[Stored records]
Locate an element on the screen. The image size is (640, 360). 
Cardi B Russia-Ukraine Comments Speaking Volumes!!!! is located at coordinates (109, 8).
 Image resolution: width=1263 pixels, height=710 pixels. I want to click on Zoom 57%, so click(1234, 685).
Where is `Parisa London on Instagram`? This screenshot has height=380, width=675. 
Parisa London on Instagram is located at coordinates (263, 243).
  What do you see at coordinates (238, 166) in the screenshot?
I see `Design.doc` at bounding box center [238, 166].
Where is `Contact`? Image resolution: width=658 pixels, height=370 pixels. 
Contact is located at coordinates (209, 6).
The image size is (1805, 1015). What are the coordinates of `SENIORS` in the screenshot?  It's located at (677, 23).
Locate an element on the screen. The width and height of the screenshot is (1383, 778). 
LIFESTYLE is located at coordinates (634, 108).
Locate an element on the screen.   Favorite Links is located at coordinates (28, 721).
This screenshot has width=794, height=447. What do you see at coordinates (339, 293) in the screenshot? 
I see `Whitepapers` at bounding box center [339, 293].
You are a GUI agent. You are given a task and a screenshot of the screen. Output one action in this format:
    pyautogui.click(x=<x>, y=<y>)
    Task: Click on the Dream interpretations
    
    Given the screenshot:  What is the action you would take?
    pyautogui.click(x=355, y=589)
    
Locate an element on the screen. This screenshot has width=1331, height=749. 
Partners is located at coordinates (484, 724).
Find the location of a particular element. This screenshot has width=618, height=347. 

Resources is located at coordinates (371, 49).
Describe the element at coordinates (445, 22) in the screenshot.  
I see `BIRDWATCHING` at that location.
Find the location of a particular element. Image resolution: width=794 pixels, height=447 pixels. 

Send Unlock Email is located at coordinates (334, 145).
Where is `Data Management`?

● Goal of the exercise
Having read the entries above, restate them all word for word.

● Exercise solution
Locate an element on the screen. The image size is (640, 360). 
Cardi B Russia-Ukraine Comments Speaking Volumes!!!! is located at coordinates (109, 8).
 Image resolution: width=1263 pixels, height=710 pixels. I want to click on Zoom 57%, so click(1234, 685).
Where is `Parisa London on Instagram`? This screenshot has height=380, width=675. 
Parisa London on Instagram is located at coordinates (263, 243).
  What do you see at coordinates (238, 166) in the screenshot?
I see `Design.doc` at bounding box center [238, 166].
Where is `Contact`? Image resolution: width=658 pixels, height=370 pixels. 
Contact is located at coordinates (209, 6).
The image size is (1805, 1015). What are the coordinates of `SENIORS` in the screenshot?  It's located at (677, 23).
Locate an element on the screen. The width and height of the screenshot is (1383, 778). 
LIFESTYLE is located at coordinates (634, 108).
Locate an element on the screen.   Favorite Links is located at coordinates (28, 721).
This screenshot has width=794, height=447. What do you see at coordinates (339, 293) in the screenshot? 
I see `Whitepapers` at bounding box center [339, 293].
You are a GUI agent. You are given a task and a screenshot of the screen. Output one action in this format:
    pyautogui.click(x=<x>, y=<y>)
    Task: Click on the Dream interpretations
    
    Given the screenshot:  What is the action you would take?
    pyautogui.click(x=355, y=589)
    
Locate an element on the screen. This screenshot has width=1331, height=749. 
Partners is located at coordinates (484, 724).
Find the location of a particular element. This screenshot has width=618, height=347. 

Resources is located at coordinates (371, 49).
Describe the element at coordinates (445, 22) in the screenshot.  
I see `BIRDWATCHING` at that location.
Find the location of a particular element. Image resolution: width=794 pixels, height=447 pixels. 

Send Unlock Email is located at coordinates (334, 145).
Where is `Data Management`?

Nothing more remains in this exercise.